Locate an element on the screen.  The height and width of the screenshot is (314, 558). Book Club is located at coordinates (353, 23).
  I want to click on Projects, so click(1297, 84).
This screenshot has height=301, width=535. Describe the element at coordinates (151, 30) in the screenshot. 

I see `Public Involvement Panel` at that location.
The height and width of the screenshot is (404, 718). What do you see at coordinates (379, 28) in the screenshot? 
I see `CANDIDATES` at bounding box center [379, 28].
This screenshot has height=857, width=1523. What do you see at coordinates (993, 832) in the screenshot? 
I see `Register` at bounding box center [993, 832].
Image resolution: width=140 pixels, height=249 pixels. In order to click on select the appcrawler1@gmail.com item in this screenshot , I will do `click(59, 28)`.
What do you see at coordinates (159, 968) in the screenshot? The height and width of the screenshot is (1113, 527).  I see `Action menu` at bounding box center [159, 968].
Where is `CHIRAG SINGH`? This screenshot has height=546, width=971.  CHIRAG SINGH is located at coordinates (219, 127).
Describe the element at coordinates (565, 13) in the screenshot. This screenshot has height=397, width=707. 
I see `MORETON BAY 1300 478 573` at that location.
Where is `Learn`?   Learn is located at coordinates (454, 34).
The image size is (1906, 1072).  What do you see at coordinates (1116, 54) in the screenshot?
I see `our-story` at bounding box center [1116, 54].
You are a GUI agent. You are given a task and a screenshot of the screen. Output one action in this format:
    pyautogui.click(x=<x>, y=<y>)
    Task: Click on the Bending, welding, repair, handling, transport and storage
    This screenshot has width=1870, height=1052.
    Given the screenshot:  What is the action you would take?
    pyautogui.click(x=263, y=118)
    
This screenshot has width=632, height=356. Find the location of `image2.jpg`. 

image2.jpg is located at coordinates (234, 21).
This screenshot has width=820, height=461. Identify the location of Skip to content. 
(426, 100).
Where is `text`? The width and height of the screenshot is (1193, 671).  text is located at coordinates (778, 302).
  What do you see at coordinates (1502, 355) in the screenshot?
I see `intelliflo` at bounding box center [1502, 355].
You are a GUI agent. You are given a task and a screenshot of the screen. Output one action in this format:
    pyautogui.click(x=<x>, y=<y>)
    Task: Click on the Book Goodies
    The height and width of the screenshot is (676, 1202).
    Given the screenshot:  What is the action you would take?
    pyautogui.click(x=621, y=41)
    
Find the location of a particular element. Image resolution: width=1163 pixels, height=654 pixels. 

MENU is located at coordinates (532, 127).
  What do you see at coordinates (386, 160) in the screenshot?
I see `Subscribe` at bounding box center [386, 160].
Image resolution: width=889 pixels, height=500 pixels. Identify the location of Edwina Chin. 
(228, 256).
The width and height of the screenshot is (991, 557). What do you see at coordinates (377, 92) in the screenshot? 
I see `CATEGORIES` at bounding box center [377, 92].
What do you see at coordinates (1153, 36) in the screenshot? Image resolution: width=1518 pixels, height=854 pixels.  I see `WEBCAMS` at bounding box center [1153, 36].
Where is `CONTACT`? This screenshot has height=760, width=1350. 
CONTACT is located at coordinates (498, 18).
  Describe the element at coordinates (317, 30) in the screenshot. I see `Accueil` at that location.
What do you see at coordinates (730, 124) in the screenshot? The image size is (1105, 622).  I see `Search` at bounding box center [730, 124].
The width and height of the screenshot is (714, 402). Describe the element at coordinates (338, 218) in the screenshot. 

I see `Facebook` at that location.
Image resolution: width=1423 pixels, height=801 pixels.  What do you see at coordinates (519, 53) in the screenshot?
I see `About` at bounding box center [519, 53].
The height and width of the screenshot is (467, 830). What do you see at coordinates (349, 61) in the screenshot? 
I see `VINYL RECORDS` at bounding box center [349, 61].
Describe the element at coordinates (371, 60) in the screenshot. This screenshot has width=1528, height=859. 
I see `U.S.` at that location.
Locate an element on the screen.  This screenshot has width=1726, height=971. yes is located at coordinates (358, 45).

══════

(WORK TO BE COMPLETED) Return the whole of the data, character for character.

(OUTPUT OF THE TASK)
Locate an element on the screen.  The height and width of the screenshot is (314, 558). Book Club is located at coordinates (353, 23).
  I want to click on Projects, so click(1297, 84).
This screenshot has height=301, width=535. Describe the element at coordinates (151, 30) in the screenshot. 

I see `Public Involvement Panel` at that location.
The height and width of the screenshot is (404, 718). What do you see at coordinates (379, 28) in the screenshot? 
I see `CANDIDATES` at bounding box center [379, 28].
This screenshot has height=857, width=1523. What do you see at coordinates (993, 832) in the screenshot? 
I see `Register` at bounding box center [993, 832].
Image resolution: width=140 pixels, height=249 pixels. In order to click on select the appcrawler1@gmail.com item in this screenshot , I will do `click(59, 28)`.
What do you see at coordinates (159, 968) in the screenshot? The height and width of the screenshot is (1113, 527).  I see `Action menu` at bounding box center [159, 968].
Where is `CHIRAG SINGH`? This screenshot has height=546, width=971.  CHIRAG SINGH is located at coordinates (219, 127).
Describe the element at coordinates (565, 13) in the screenshot. This screenshot has height=397, width=707. 
I see `MORETON BAY 1300 478 573` at that location.
Where is `Learn`?   Learn is located at coordinates (454, 34).
The image size is (1906, 1072).  What do you see at coordinates (1116, 54) in the screenshot?
I see `our-story` at bounding box center [1116, 54].
You are a GUI agent. You are given a task and a screenshot of the screen. Output one action in this format:
    pyautogui.click(x=<x>, y=<y>)
    Task: Click on the Bending, welding, repair, handling, transport and storage
    This screenshot has width=1870, height=1052.
    Given the screenshot:  What is the action you would take?
    pyautogui.click(x=263, y=118)
    
This screenshot has width=632, height=356. Find the location of `image2.jpg`. 

image2.jpg is located at coordinates (234, 21).
This screenshot has width=820, height=461. Identify the location of Skip to content. 
(426, 100).
Where is `text`? The width and height of the screenshot is (1193, 671).  text is located at coordinates (778, 302).
  What do you see at coordinates (1502, 355) in the screenshot?
I see `intelliflo` at bounding box center [1502, 355].
You are a GUI agent. You are given a task and a screenshot of the screen. Output one action in this format:
    pyautogui.click(x=<x>, y=<y>)
    Task: Click on the Book Goodies
    The height and width of the screenshot is (676, 1202).
    Given the screenshot:  What is the action you would take?
    pyautogui.click(x=621, y=41)
    
Find the location of a particular element. Image resolution: width=1163 pixels, height=654 pixels. 

MENU is located at coordinates (532, 127).
  What do you see at coordinates (386, 160) in the screenshot?
I see `Subscribe` at bounding box center [386, 160].
Image resolution: width=889 pixels, height=500 pixels. Identify the location of Edwina Chin. 
(228, 256).
The width and height of the screenshot is (991, 557). What do you see at coordinates (377, 92) in the screenshot? 
I see `CATEGORIES` at bounding box center [377, 92].
What do you see at coordinates (1153, 36) in the screenshot? Image resolution: width=1518 pixels, height=854 pixels.  I see `WEBCAMS` at bounding box center [1153, 36].
Where is `CONTACT`? This screenshot has height=760, width=1350. 
CONTACT is located at coordinates (498, 18).
  Describe the element at coordinates (317, 30) in the screenshot. I see `Accueil` at that location.
What do you see at coordinates (730, 124) in the screenshot? The image size is (1105, 622).  I see `Search` at bounding box center [730, 124].
The width and height of the screenshot is (714, 402). Describe the element at coordinates (338, 218) in the screenshot. 

I see `Facebook` at that location.
Image resolution: width=1423 pixels, height=801 pixels.  What do you see at coordinates (519, 53) in the screenshot?
I see `About` at bounding box center [519, 53].
The height and width of the screenshot is (467, 830). What do you see at coordinates (349, 61) in the screenshot? 
I see `VINYL RECORDS` at bounding box center [349, 61].
Describe the element at coordinates (371, 60) in the screenshot. This screenshot has width=1528, height=859. 
I see `U.S.` at that location.
Locate an element on the screen.  This screenshot has width=1726, height=971. yes is located at coordinates (358, 45).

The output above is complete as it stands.